This post describes a hypothetical scenario based on common patterns we observe in distributed engineering teams. It is not a specific customer. Details have been generalized, and the outcomes are framed in directional terms rather than as precise measurements.
The CTO in this composite leads a 70-engineer organization spread across US East, US West, Western Europe, and South Asia. At the start of the scenario, the CTO's calendar had roughly 25 hours per week of recurring meetings, more than half of which were cross-timezone status syncs — team leads briefing the CTO, the CTO briefing peers, weekly leadership rollups, quarterly reviews. The CTO's actual technical thinking time had compressed to about six hours per week, mostly on weekends.
The structural problem
The meeting load was not arbitrary. Each meeting answered a real question. The CTO needed to know what the squads were working on; the CTO's peers needed to know what engineering was shipping; the executive team needed to know whether commitments were on track. Removing meetings without replacing the information flow would have made the org worse, not better.
The real cost was that the information flow was extractive. Each meeting required several engineers to compile what they were working on, the team lead to summarize it for the CTO, and the CTO to summarize it again for the next layer. The same content was being recompiled by hand at every level of the org chart.
The intervention
The team rolled out structured wraps across all squads. Each engineer's wrap rolled up into a team-level view; team-level views were queryable by the CTO with citations into the underlying engineer-level wraps. The CTO replaced the weekly squad sync with a Friday morning ritual of reviewing the rolled-up wraps and querying the Representative for clarifications, escalating to a synchronous conversation only when the Representative refused — that is, when the answer was not in the declared state.
The rollout took about three months. The first month was wrap adoption at the engineer level. The second month was building the team-level rollup discipline. The third month was the CTO deliberately experimenting with which meetings could be retired.
Governance, not a status channel
StandIn is async governance infrastructure. Engineers declare working state before they go offline. Representatives answer from the record, cite the source, and refuse when the answer is not there.
Request access →The directional results
By the end of the third month, the CTO's calendar showed roughly 8 hours per week of recurring meetings — a reduction of about 17 hours, or roughly 70 percent of the original load. The technical thinking time recovered correspondingly. The information flow up the org did not get worse; in some cases it got better, because the rolled-up wraps were more accurate than the verbally-relayed summaries they replaced.
The friction the CTO did not anticipate was that some team leads experienced the change as a loss of visibility — they had previously used the weekly sync as a chance to flag concerns and to be seen flagging them. The CTO had to deliberately rebuild that visibility, by occasionally asking a team lead to walk through their team's wrap synchronously and by maintaining a one-to-one cadence even when the group sync was retired.
What the CTO would do differently
The retrospective surfaced three lessons. First, do not retire meetings in the first month — let the wrap infrastructure mature before reducing the synchronous layer. Second, the one-to-ones with team leads matter more after the group syncs are retired, not less. Third, the executive team needs a separate explanation; they were used to the old reporting cadence and needed a directly equivalent surface to query before they would trust that the change had not reduced their visibility.
Frequently asked questions
Is this a real customer?
No. This is a composite based on common patterns we observe among CTOs of distributed engineering organizations that adopt async coordination infrastructure. The 70 percent reduction is directional and varies by team; some teams see less, some see more.
Did the engineers gain or lose from this?
Both. Engineers writing wraps spent more time writing and less time in meetings. Most engineers reported a net gain, because writing a wrap is cheaper than attending three meetings to convey the same information. A minority of engineers, particularly those who liked the social texture of meetings, reported feeling more isolated.
Is this transferable to other organizations?
The shape of the intervention is transferable. The specific reduction depends on how meeting-heavy the starting state was. Organizations that already had a light meeting culture will see smaller percentage reductions; organizations with very heavy meeting loads sometimes see larger ones.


• Task directions:
What lines of the material below include the string "axis"? Copy all of them.

*** Records ***

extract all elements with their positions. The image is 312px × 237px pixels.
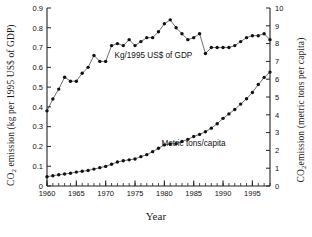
kg-per-gdp-point: [157, 30, 160, 33]
kg-per-gdp-point: [215, 46, 218, 49]
y-right-tick-label: 5: [275, 93, 279, 102]
metric-tons-point: [104, 165, 107, 168]
kg-per-gdp-point: [245, 36, 248, 39]
y-left-tick-label: 0.7: [33, 43, 43, 52]
metric-tons-point: [239, 102, 242, 105]
metric-tons-point: [233, 108, 236, 111]
x-tick-label: 1990: [215, 189, 232, 198]
y-left-tick-label: 0.4: [33, 103, 43, 112]
metric-tons-point: [215, 122, 218, 125]
x-tick-label: 1980: [156, 189, 173, 198]
metric-tons-point: [204, 130, 207, 133]
y-right-tick-label: 1: [275, 164, 279, 173]
metric-tons-point: [145, 153, 148, 156]
kg-per-gdp-point: [227, 46, 230, 49]
y-right-tick-label: 10: [275, 4, 283, 13]
kg-per-gdp-point: [210, 46, 213, 49]
metric-tons-point: [69, 171, 72, 174]
metric-tons-point: [198, 133, 201, 136]
kg-per-gdp-point: [75, 79, 78, 82]
series-annotations: Kg/1995 US$ of GDPMetric tons/capita: [114, 51, 226, 148]
x-tick-label: 1985: [185, 189, 202, 198]
kg-per-gdp-point: [151, 36, 154, 39]
axes-lines: [47, 8, 270, 186]
y-right-tick-label: 2: [275, 146, 279, 155]
kg-per-gdp-point: [86, 66, 89, 69]
y-left-tick-label: 0.5: [33, 83, 43, 92]
metric-tons-point: [92, 167, 95, 170]
y-right-tick-label: 6: [275, 75, 279, 84]
x-tick-label: 1970: [97, 189, 114, 198]
kg-per-gdp-point: [98, 60, 101, 63]
y-right-tick-label: 7: [275, 57, 279, 66]
metric-tons-point: [245, 97, 248, 100]
y-axis-right-title: CO2emission (metric tons per capita): [296, 34, 308, 186]
kg-per-gdp-point: [92, 54, 95, 57]
y-left-tick-label: 0: [39, 182, 43, 191]
kg-per-gdp-point: [174, 26, 177, 29]
metric-tons-point: [51, 174, 54, 177]
metric-tons-point: [133, 157, 136, 160]
y-left-tick-label: 0.9: [33, 4, 43, 13]
y-right-tick-label: 3: [275, 128, 279, 137]
kg-per-gdp-point: [233, 44, 236, 47]
x-tick-label: 1995: [244, 189, 261, 198]
metric-tons-point: [110, 163, 113, 166]
kg-per-gdp-point: [104, 60, 107, 63]
x-tick-label: 1975: [127, 189, 144, 198]
metric-tons-point: [63, 172, 66, 175]
metric-tons-point: [122, 159, 125, 162]
kg-per-gdp-point: [262, 32, 265, 35]
y-right-tick-label: 0: [275, 182, 279, 191]
kg-per-gdp-point: [133, 44, 136, 47]
kg-per-gdp-point: [268, 38, 271, 41]
kg-per-gdp-point: [163, 22, 166, 25]
y-axis-right-ticks: 012345678910: [266, 4, 283, 191]
x-axis-title: Year: [0, 210, 312, 222]
metric-tons-point: [151, 150, 154, 153]
x-axis-ticks: 19601965197019751980198519901995: [39, 181, 270, 199]
kg-per-gdp-point: [51, 97, 54, 100]
y-right-tick-label: 9: [275, 22, 279, 31]
kg-per-gdp-point: [192, 36, 195, 39]
series-metric-tons-per-capita: [45, 70, 271, 178]
kg-per-gdp-point: [145, 36, 148, 39]
kg-per-gdp-point: [139, 40, 142, 43]
metric-tons-point: [116, 160, 119, 163]
metric-tons-point: [98, 166, 101, 169]
x-tick-label: 1965: [68, 189, 85, 198]
chart-figure: CO2 emission (kg per 1995 US$ of GDP) CO…: [0, 0, 312, 237]
kg-per-gdp-point: [257, 34, 260, 37]
kg-per-gdp-point: [239, 40, 242, 43]
annotation-kg-per-gdp: Kg/1995 US$ of GDP: [114, 51, 192, 60]
kg-per-gdp-line: [47, 20, 270, 111]
kg-per-gdp-point: [110, 44, 113, 47]
kg-per-gdp-point: [180, 32, 183, 35]
kg-per-gdp-point: [45, 109, 48, 112]
y-axis-left-title: CO2 emission (kg per 1995 US$ of GDP): [6, 34, 18, 186]
series-kg-per-gdp: [45, 18, 271, 112]
kg-per-gdp-point: [81, 72, 84, 75]
kg-per-gdp-point: [204, 52, 207, 55]
metric-tons-point: [227, 112, 230, 115]
metric-tons-point: [139, 155, 142, 158]
metric-tons-point: [268, 70, 271, 73]
metric-tons-point: [192, 135, 195, 138]
y-left-tick-label: 0.8: [33, 24, 43, 33]
kg-per-gdp-point: [186, 38, 189, 41]
y-right-tick-label: 8: [275, 39, 279, 48]
annotation-metric-tons: Metric tons/capita: [161, 139, 226, 148]
kg-per-gdp-point: [69, 79, 72, 82]
metric-tons-point: [81, 170, 84, 173]
y-left-tick-label: 0.3: [33, 122, 43, 131]
y-left-tick-label: 0.6: [33, 63, 43, 72]
metric-tons-point: [45, 175, 48, 178]
kg-per-gdp-point: [122, 44, 125, 47]
metric-tons-point: [75, 170, 78, 173]
metric-tons-point: [251, 91, 254, 94]
kg-per-gdp-point: [221, 46, 224, 49]
kg-per-gdp-point: [63, 76, 66, 79]
chart-plot-area: 19601965197019751980198519901995 00.10.2…: [0, 0, 312, 200]
metric-tons-point: [57, 173, 60, 176]
metric-tons-point: [86, 169, 89, 172]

*** End of Records ***

• Response to the task:
y-axis-right-title: CO2emission (metric tons per capita): [296, 34, 308, 186]
y-axis-right-ticks: 012345678910: [266, 4, 283, 191]
x-axis-title: Year: [0, 210, 312, 222]
x-axis-ticks: 19601965197019751980198519901995: [39, 181, 270, 199]
y-axis-left-title: CO2 emission (kg per 1995 US$ of GDP): [6, 34, 18, 186]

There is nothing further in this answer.